I think it rather depends how one proposes to make a service which relies on user-contributed content anywhere near reliable. ASBs changing human nature is probably one's best bet - and one which would have very wide-ranging consequences. A world in which people no longer have a desire to gain notice through dyssocial acts would result in a completely unrecognisable society.
Without changing human nature, you're going to need to change Wikipedia. Perhaps if Sanger had stayed on-board he could have tried to impose a more organised structure, perhaps with all submissions being approved by verified experts before they appeared to the general public? That would probably have killed a lot of its buzz as a virtual sandpit, though.
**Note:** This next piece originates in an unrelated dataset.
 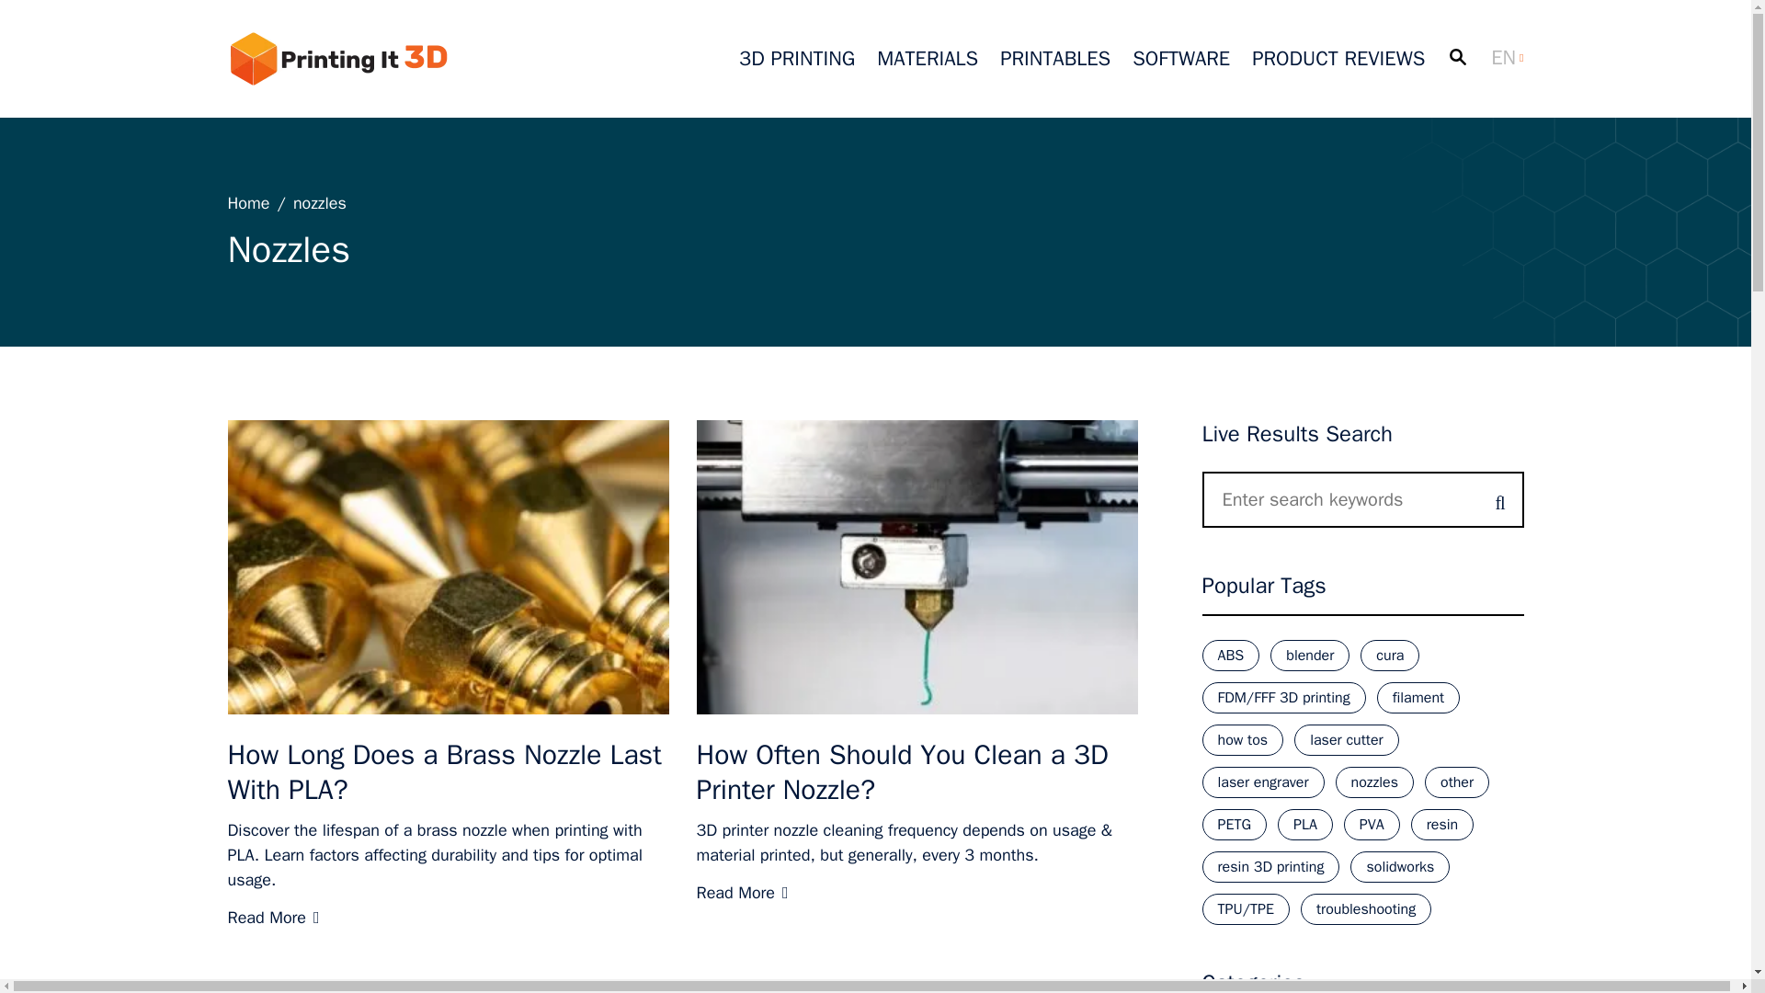 What do you see at coordinates (1338, 58) in the screenshot?
I see `PRODUCT REVIEWS` at bounding box center [1338, 58].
To my mind Wales took Wikipedia the wrong way by trying to monetise it - once you start slapping ads on every page, academic accuracy and respectability naturally take second place to getting hits. Admittedly, if they'd stuck with a donations model they would have gone under years ago. Maybe one of the big foundations takes it under their wing?
Kabraloth - I think you're underestimating the effect a successful mass-participation academic project would have on the Internet as we know it. Thus far the Web has generally been viewed as a bit of a joke by the traditional press, because the 'rabble effect' tends to degrade any attempt to challenge organised media using free contributed labour.
Interestingly, one of the consequences of a successful Wikipedia could be less personal sites and weblogs - a factually reliable, communally-edited online encyclopedia would erode much of the need for a personal soapbox. There are always going to be those who claim their opinions are excluded by majority rule, of course, but it's going to be harder to claim sinister government suppression. Perhaps the conspiracy theory 'bubble' of the early 00s is butterflied away?
The flipside, of course, could be more censure of the Internet by individual governments. Only a few governments OTL have bothered with Internet censorship because it's primarily viewed as a communications medium: sure, there are lots of opinions, but reading outside your immediate society it's hard to get a clear picture whether you're reading universally-recognised truth or a lone nutter. A successful community-driven worldview would be something entirely different - if Wikipedia got even half as much traffic as it did at the height of the hype it's going to command a sizeable international audience, with an ethos that makes it extremely hard to control. Would it even be legally possible to stop government secrets being leaked? At the very least I see most governments trying to block their citizens from contributing.